[Opening Data supplied section]

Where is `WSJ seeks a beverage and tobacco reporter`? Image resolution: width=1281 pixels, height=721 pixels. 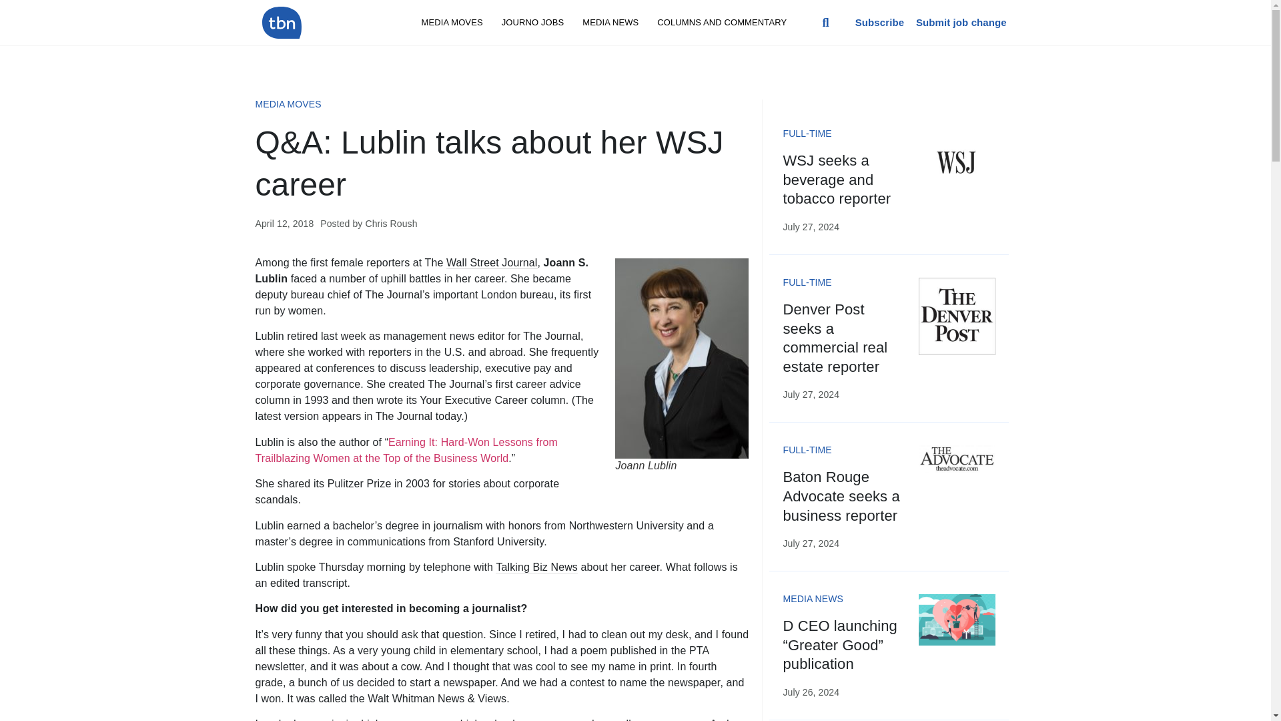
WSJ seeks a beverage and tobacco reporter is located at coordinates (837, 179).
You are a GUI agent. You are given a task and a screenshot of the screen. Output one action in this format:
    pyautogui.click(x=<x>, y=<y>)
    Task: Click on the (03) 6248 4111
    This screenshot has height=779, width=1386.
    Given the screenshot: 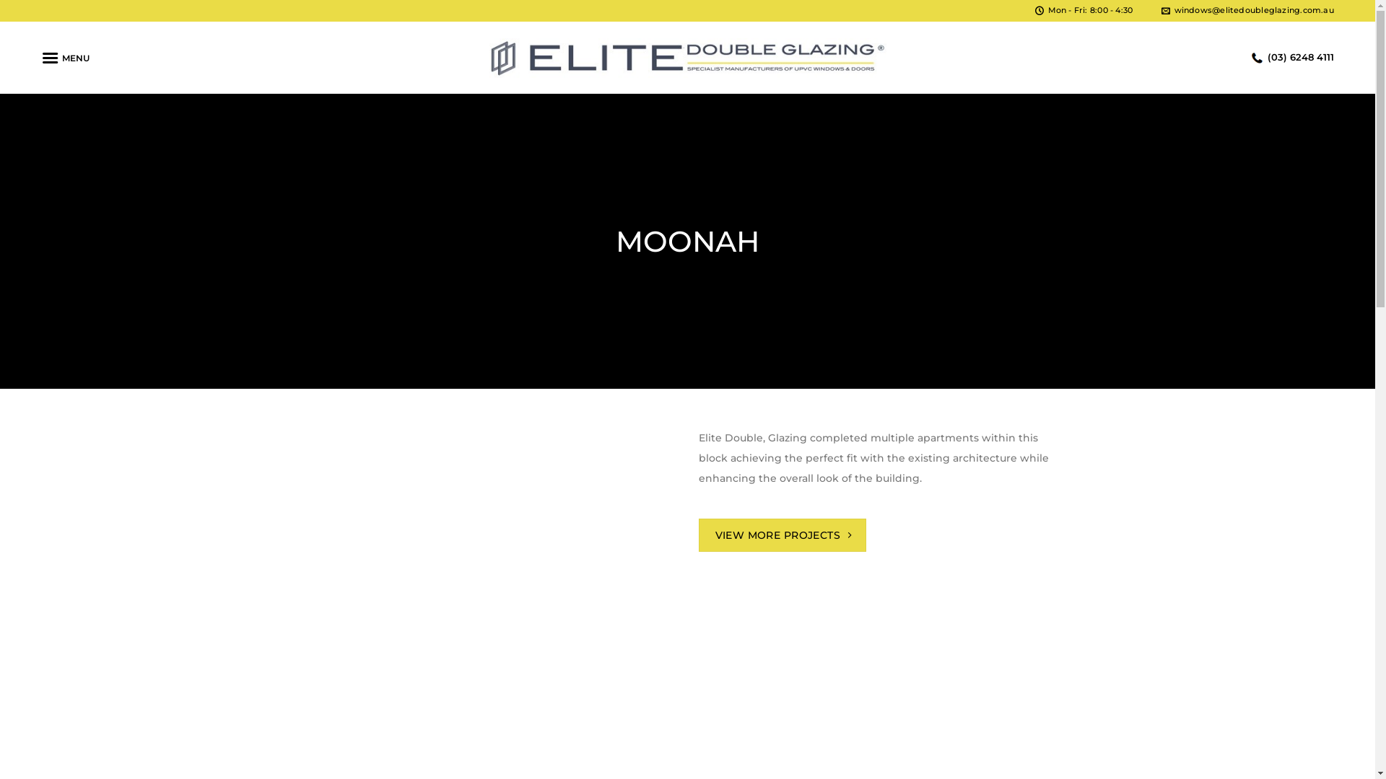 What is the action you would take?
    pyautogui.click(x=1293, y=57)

[Closing Data supplied section]

Assignment: Please extract exactly the lines of the data, from the first through the line containing "Task: Click on the (03) 6248 4111", and add no pictures to the copy.

Answer space:
Where is `WSJ seeks a beverage and tobacco reporter`? Image resolution: width=1281 pixels, height=721 pixels. 
WSJ seeks a beverage and tobacco reporter is located at coordinates (837, 179).
You are a GUI agent. You are given a task and a screenshot of the screen. Output one action in this format:
    pyautogui.click(x=<x>, y=<y>)
    Task: Click on the (03) 6248 4111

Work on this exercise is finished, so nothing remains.